An American women who called herself ‘Jihad Jane’ online has admitted her role in a plot to kill a Swedish cartoonist who had offended Muslims.
Colleen LaRose, 47, helped foreign terror suspects intent on starting a holy war in Europe and South Asia, prosecutors said.
Colleen LaRose was also known online as ‘Fatima LaRose’. She was in custody since her arrest in October 2009 in Ireland along with other terror suspects.
The March 2010 indictment charged LaRose with conspiring with jihadist fighters and pledging to commit murder in the name of a Muslim holy war, or jihad. The indictment was announced after authorities arrested seven suspected terrorists in Ireland allegedly linked to LaRose.
The FBI recovered her emails messages over 15 months. In these emails LaRose agreed to marry an internet contact from South Asia so that he could move to Europe. She also agreed to become a martyr.
The man whom she agreed to marry over the internet in March 2009 sent her an email asking her to go to Sweden to find the artist, Lars Vilks, who has depicted the Prophet Mohammed.

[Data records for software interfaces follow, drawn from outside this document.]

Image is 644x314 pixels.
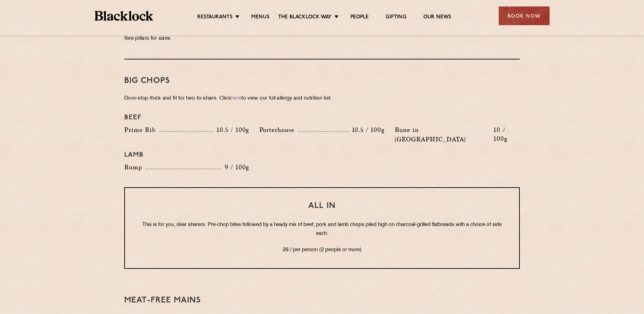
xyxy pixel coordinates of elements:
[124,76,520,85] h3: Big Chops
[231,96,241,101] a: here
[423,14,451,21] a: Our News
[278,14,332,21] a: The Blacklock Way
[124,125,159,135] p: Prime Rib
[498,7,549,25] div: Book Now
[138,220,506,238] p: This is for you, dear sharers. Pre-chop bites followed by a heady mix of beef, pork and lamb chop...
[95,11,153,21] img: BL_Textured_Logo-footer-cropped.svg
[124,113,520,122] h4: Beef
[490,126,520,143] p: 10 / 100g
[213,126,249,134] p: 10.5 / 100g
[395,125,490,144] p: Bone in [GEOGRAPHIC_DATA]
[124,296,520,305] h3: Meat-Free mains
[124,163,146,172] p: Rump
[197,14,232,21] a: Restaurants
[138,246,506,255] p: 28 / per person (2 people or more)
[138,201,506,210] h3: All In
[124,94,520,103] p: Door-stop-thick and fit for two-to-share. Click to view our full allergy and nutrition list.
[251,14,269,21] a: Menus
[348,126,385,134] p: 10.5 / 100g
[351,14,368,21] a: People
[259,125,298,135] p: Porterhouse
[124,151,520,159] h4: Lamb
[221,163,249,172] p: 9 / 100g
[124,34,249,44] p: See pillars for sizes
[386,14,406,21] a: Gifting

LaRose, born in Michigan, moved to Texas as a girl and had married twice by age 24. Both unions were long over by the time she met Pennsylvanian Kurt Gorman in 2005. LaRose lived with Mr Gorman and his father in Pennsburg, caring for the older man while Mr Gorman worked, Mr Gorman said. He called her a “good-hearted person” who mostly stayed around the house.
But her internet ties grew to a loose band of allegedly violent co-conspirators from around the world, prosecutors said. They found her after she posted a YouTube video in June 2008 saying she was “desperate to do something somehow to help” ease the suffering of Muslims, the indictment said.
By September 30 2009, she wrote online that it would be “an honour & great pleasure to die or kill for” her intended spouse, the indictment said. “Only death will stop me here that I am so close to the target!” she is accused of writing. She was arrested the following month upon her return to the US
Paulin-Ramirez faces a maximum 15-year term if convicted of aiding terrorists.